We also went to a car wash (whoooeee), an ATM machine (not so much fun), and a grocery store (lots of people to charm). When we got back home, we spent a very happy time listening to the wind, swinging in the swing, barking at the dogs, exploring the back of my station wagon, and watching leaves fall from the trees.

I love spending time with Honey, and with Katie and her friends.

And I also really long for some friends my own age.

We are meeting lots of local people - in our neighborhood, in our office building, at the Buddhist center, at the farmer's market, and oh yes, at the restaurant in Perryville. But its a challenge turning kindly strangers into real friends. I think I will need to cultivate an upbeat, open-for-anything attitude like Honey has. People seem to find it irresistible.

Meanwhile, I'm really grateful for the genuine warmth that is so common in this Southern culture. I'm cultivating that, too.

Sunday, November 1, 2009

Roots and Leaves

Yesterday, Katie and Honey came to make some food deliveries in town. I got to spend the morning with them. Honey was wearing her dragon costume hat. Here's a couple of shots of her, one with her mom and one with her dad. Everywhere we went, people cooed over Honey and I wondered what a baby thinks on her first Halloween. I mean, for all Honey knows, she's always going to wear costumes and make people smile. Why not?


Both Mick and I have hunched over our computers for way too many hours recently. He's working on a big poster project for Amtrak. Very exciting for him, but very tense, too.

I've been doing a family history research project while waiting for a client to get back to me. See, my dad's grandfather had a sister who lived on a farm outside of Little Rock some time ago. Dad came to visit "Aunt Angie" when he was a boy - in 1936 or so - and that was the last he ever heard of her. I wondered if maybe I could find out what happened to Angie White, maybe even find her grave.
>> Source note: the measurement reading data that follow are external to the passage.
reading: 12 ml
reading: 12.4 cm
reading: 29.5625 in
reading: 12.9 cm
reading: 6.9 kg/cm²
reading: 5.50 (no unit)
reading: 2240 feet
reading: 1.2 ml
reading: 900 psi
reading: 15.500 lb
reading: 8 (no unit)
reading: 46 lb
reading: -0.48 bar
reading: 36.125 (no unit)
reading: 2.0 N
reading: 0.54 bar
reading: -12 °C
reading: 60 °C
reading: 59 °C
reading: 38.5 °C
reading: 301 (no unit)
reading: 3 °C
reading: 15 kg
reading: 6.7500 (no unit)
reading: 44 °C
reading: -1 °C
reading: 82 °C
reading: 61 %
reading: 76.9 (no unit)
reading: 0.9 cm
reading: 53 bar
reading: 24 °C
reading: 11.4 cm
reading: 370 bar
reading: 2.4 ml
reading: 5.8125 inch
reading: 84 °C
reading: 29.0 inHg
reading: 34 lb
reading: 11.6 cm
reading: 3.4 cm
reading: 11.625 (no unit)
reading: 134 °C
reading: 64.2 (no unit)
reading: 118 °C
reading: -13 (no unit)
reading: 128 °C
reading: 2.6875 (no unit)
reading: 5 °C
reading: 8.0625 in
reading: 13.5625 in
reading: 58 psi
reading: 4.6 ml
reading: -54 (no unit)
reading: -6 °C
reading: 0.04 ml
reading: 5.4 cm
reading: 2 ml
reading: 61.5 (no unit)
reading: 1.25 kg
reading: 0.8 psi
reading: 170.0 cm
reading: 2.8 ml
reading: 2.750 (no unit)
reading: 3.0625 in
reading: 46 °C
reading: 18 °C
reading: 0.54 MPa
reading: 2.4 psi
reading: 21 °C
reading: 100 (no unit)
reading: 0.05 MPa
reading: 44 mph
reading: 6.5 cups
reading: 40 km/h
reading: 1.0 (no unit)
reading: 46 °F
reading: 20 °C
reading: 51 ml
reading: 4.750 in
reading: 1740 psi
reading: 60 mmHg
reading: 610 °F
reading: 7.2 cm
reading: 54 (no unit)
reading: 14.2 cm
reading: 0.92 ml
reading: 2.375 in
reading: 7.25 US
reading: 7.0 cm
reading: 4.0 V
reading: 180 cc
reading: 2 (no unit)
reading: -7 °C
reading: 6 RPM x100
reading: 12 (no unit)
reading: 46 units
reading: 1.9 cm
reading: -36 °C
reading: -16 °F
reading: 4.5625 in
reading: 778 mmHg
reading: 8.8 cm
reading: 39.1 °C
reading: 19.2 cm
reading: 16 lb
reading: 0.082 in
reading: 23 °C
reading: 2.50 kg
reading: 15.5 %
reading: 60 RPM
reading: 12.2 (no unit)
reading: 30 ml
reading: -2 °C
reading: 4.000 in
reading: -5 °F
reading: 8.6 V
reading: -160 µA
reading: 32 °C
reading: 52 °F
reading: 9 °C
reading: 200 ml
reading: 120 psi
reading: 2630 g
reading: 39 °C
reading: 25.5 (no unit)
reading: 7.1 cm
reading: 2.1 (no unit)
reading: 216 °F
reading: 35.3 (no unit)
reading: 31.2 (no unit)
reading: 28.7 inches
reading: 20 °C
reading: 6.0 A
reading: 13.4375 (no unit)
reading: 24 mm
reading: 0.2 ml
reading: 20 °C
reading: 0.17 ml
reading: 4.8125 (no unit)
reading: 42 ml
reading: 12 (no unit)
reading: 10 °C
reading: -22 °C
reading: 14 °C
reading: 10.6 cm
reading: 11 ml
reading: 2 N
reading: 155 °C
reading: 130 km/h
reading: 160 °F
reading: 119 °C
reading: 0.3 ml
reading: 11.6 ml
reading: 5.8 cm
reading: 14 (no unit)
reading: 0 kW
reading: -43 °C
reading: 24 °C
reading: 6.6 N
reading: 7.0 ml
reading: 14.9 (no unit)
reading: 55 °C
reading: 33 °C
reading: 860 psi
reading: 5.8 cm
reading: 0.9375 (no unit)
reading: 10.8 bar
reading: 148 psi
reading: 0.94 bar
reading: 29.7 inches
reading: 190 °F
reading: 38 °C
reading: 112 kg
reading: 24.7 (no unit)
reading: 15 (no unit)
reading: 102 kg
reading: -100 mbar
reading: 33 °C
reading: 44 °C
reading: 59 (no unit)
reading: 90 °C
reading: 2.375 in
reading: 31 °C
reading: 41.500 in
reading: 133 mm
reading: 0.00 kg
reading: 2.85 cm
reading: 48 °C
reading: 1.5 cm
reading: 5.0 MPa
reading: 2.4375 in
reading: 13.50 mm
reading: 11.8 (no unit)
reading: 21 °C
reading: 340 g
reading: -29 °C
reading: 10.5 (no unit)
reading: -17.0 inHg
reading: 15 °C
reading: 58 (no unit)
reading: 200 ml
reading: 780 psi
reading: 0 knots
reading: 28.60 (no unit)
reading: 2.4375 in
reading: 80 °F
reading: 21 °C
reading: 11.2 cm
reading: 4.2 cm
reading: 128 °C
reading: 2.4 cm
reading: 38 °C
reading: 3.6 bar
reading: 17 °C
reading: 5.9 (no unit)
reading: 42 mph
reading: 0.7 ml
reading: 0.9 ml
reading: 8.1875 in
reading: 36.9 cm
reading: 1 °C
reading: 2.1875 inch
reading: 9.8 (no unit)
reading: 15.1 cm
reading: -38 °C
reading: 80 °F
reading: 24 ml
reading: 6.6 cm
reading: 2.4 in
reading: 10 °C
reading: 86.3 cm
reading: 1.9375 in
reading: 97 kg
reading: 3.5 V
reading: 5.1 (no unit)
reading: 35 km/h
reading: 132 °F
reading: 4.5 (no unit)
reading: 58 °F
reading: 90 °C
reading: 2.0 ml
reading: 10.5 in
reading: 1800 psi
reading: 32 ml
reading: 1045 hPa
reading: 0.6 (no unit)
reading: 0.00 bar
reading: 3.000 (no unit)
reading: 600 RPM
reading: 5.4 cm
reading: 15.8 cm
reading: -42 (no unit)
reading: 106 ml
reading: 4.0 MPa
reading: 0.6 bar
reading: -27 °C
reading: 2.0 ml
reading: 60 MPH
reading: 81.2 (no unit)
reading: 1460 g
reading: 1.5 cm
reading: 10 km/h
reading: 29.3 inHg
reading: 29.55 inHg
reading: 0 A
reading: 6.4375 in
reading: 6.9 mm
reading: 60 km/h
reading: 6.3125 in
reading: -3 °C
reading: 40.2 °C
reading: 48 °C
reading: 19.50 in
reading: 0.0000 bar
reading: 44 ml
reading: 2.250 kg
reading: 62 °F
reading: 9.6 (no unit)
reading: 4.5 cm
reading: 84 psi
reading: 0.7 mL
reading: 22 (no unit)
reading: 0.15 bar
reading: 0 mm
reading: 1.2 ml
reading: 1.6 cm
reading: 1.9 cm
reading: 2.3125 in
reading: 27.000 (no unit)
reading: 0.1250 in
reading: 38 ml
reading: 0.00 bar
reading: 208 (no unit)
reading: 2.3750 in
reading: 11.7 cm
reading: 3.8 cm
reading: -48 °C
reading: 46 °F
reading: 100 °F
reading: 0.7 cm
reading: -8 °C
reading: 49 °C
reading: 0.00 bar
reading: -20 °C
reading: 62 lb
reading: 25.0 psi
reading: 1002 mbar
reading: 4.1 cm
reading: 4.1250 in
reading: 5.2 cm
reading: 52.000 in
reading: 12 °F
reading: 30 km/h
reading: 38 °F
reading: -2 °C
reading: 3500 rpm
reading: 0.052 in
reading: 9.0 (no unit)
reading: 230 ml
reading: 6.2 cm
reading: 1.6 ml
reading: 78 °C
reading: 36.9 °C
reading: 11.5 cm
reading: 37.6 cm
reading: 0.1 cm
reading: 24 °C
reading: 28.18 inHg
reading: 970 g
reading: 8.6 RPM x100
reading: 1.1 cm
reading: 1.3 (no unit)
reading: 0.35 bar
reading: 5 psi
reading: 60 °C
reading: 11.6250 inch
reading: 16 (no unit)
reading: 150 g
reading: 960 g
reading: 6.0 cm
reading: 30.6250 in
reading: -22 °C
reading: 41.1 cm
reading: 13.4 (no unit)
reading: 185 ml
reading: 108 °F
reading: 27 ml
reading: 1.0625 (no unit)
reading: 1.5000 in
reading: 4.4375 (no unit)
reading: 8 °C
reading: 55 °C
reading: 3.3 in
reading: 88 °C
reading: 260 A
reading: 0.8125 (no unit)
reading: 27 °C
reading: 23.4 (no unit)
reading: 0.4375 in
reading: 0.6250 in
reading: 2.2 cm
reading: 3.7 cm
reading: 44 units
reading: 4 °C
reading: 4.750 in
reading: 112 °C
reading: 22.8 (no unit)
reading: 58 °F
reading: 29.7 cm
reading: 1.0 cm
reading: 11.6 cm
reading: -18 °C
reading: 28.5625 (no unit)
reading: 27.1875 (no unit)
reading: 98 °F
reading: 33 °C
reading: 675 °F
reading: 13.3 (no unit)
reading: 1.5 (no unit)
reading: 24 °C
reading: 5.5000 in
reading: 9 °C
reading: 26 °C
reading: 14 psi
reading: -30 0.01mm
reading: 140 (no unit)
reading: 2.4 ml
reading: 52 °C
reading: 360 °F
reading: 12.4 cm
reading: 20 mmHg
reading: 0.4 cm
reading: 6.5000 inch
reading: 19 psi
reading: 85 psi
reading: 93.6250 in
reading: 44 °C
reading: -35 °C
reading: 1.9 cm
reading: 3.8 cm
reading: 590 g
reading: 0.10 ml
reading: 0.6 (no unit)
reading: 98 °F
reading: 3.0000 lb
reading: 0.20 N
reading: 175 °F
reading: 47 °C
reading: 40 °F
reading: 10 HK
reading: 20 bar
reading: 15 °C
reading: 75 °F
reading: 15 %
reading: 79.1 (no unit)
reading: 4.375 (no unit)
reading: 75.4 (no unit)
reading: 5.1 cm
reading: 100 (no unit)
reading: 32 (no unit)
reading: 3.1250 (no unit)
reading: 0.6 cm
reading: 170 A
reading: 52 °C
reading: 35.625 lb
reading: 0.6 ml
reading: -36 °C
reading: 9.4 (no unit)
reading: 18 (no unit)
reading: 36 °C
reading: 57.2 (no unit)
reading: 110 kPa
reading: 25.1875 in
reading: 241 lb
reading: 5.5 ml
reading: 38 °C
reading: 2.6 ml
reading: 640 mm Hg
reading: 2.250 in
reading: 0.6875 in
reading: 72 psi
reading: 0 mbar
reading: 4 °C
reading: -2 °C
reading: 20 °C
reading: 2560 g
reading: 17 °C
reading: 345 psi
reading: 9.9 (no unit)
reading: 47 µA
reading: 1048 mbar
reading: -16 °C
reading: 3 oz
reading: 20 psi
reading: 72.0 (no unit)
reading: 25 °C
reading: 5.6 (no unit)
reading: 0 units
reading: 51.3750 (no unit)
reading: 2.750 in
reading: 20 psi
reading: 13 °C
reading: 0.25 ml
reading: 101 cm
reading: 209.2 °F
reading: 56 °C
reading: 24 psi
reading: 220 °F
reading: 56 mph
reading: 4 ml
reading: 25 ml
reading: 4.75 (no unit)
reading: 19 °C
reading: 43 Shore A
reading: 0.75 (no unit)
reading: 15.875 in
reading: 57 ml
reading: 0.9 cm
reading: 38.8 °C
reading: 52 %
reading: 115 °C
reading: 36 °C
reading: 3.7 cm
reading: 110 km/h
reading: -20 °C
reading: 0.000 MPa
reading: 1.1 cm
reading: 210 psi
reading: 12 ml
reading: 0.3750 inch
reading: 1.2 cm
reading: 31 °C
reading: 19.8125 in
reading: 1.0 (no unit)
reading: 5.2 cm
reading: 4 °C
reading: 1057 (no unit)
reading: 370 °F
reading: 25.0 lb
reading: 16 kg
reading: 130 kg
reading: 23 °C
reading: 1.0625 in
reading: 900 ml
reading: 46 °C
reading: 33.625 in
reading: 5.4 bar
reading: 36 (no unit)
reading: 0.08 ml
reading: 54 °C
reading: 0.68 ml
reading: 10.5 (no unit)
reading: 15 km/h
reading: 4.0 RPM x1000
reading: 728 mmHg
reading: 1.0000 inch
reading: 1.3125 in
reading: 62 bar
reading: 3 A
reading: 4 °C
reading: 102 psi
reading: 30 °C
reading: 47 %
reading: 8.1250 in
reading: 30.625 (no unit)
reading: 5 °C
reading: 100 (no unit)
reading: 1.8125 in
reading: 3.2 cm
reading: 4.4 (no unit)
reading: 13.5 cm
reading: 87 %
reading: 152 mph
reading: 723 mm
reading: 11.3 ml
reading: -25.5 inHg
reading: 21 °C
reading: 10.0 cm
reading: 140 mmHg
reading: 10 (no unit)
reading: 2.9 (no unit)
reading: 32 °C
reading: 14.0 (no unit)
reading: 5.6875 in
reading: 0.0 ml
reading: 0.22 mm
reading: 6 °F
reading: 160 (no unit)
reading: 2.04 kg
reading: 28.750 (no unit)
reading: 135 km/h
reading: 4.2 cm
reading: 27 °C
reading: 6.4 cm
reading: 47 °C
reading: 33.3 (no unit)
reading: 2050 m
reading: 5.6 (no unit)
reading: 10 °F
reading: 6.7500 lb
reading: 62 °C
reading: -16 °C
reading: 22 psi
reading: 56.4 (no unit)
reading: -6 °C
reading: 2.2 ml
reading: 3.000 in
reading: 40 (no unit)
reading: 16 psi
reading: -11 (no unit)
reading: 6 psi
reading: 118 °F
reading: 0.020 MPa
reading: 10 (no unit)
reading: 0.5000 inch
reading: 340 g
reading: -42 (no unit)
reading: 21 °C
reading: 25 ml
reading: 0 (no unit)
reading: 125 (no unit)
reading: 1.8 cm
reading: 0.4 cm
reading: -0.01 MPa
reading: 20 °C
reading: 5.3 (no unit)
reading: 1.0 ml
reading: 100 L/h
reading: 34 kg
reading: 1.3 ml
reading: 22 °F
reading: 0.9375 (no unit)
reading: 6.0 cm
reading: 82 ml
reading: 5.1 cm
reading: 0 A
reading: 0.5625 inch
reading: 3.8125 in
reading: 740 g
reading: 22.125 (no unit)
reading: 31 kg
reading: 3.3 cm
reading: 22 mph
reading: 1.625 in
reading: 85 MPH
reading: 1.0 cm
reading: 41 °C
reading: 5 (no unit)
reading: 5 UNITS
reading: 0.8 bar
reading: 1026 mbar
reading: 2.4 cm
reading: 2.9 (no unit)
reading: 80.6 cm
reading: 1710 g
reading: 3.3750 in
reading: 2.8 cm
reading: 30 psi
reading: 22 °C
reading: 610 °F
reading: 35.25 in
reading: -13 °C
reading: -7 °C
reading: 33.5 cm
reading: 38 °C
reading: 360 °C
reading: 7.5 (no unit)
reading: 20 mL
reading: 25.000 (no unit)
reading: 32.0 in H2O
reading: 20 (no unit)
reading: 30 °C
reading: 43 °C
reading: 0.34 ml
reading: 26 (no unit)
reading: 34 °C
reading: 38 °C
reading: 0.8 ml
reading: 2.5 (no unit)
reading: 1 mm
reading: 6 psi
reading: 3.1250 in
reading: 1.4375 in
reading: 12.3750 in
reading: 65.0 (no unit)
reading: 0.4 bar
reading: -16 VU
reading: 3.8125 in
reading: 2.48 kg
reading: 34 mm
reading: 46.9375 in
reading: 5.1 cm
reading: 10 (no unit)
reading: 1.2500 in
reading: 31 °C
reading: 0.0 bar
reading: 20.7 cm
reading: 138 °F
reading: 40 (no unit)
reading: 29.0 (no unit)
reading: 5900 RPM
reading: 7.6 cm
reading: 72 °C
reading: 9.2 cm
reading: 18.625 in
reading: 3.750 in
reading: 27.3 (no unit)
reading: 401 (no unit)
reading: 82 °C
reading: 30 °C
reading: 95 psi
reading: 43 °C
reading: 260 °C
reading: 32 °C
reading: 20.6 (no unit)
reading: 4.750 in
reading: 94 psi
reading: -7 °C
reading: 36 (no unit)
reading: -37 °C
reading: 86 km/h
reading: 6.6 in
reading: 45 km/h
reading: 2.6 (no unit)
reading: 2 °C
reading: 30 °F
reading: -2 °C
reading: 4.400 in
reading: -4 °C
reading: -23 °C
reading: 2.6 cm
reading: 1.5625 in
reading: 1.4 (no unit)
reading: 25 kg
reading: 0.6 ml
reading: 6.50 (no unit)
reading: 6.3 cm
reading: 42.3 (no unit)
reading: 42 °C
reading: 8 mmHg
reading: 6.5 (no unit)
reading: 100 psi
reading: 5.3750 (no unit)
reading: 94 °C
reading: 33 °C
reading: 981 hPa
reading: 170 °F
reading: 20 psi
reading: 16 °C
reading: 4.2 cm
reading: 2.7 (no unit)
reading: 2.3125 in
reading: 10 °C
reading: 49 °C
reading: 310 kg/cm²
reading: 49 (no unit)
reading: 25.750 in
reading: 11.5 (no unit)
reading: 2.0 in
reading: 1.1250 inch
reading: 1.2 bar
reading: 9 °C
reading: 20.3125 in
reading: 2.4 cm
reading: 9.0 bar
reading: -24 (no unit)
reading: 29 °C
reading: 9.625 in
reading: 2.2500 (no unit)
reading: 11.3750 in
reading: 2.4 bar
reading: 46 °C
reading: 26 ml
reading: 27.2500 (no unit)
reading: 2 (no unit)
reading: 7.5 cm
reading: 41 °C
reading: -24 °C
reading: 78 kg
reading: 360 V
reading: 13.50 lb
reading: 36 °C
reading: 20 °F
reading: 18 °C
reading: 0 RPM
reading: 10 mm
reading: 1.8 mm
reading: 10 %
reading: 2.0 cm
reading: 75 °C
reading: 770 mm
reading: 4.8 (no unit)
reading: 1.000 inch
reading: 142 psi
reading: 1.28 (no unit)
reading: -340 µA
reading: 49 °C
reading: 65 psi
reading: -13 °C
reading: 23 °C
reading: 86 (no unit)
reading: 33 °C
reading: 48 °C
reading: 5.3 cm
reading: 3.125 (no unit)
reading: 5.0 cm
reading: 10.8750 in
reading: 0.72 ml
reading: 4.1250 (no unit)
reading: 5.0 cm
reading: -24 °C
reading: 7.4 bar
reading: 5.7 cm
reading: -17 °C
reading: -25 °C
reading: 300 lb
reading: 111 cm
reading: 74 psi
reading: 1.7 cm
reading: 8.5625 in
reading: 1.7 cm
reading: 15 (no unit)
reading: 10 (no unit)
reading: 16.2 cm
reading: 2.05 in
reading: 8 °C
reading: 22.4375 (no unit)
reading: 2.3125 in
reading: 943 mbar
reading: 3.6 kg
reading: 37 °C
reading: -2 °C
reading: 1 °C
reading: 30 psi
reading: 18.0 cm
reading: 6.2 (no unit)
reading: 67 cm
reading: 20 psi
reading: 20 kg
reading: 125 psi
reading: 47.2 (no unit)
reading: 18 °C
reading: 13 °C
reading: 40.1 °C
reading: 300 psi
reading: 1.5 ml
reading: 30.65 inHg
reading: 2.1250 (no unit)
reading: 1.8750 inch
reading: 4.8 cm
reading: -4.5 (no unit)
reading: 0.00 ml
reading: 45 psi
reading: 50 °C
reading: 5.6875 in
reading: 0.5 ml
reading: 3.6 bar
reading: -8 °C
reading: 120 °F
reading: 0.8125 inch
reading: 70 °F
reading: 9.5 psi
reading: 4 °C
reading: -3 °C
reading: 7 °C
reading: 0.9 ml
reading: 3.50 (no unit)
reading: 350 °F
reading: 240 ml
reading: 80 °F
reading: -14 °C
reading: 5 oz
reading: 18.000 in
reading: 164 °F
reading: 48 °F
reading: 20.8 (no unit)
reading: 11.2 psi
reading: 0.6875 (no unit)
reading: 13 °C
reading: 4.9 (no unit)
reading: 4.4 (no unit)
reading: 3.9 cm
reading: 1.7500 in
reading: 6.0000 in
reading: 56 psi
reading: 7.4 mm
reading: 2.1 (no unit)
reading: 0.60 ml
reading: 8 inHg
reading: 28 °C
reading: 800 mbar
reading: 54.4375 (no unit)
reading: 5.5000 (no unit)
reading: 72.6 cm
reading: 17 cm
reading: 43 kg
I turned to a website called Ancestry.com where you can enter what you know about a person and if you are lucky, a leaf appears beside their name indicating that the Ancestry.com database has more information about that person. In no time at all - Bingo! - I found Angie and her husband in the 1930 census.

The Ancestry.com website should come with a warning label because it is so easy to get carried away. Before I knew what was happening to me, I lost several days and nights following leafy 'hints' at Ancestry.com, like an obsessed person. I told my sister Iris what I was doing because she's our family history expert. And Iris jumped into it with me: while I was sleeping, Iris would be adding new leaves and branches to the tree. Then I started adding Mick's family - more leaves, more leaves! - and now, our tree has over 750 people on it.

I tied myself up in knots tracing more and more details about more and more remote ancestors. Finally, I just needed to take a break. Mick did, too.

So yesterday, after our visit with Katie and Honey, Mick and I went to the Arkansas arboretum at Pinnacle Mountain State Park. Its a beautiful park overlooking the Arkansas river, just about 10 minutes from our home. We're continuing our quest to learn about all the gracious old trees in our neighborhood, and we hoped to pin down some details at the arboretum, like, what is the difference between a Red Oak and a White one?


Unfortunately, nearly all of the trees at the arboretum had already dropped nearly all of their leaves on the ground. We learned a few things about bark and such, but we'll have to go back in the spring to learn anything more. However, we got ourselves some fresh air, some exercise, and a delicious break from our computers. We sat beside a creek listening to the crickets and woodpeckers chiming in with the babbling water and the wind.

Of course, we're both already back at our computer screens this Sunday afternoon. But hopefully, with a fresher outlook.

I miss my friends and hope you are all doing well. Write me back sometime. I would love to hear from you!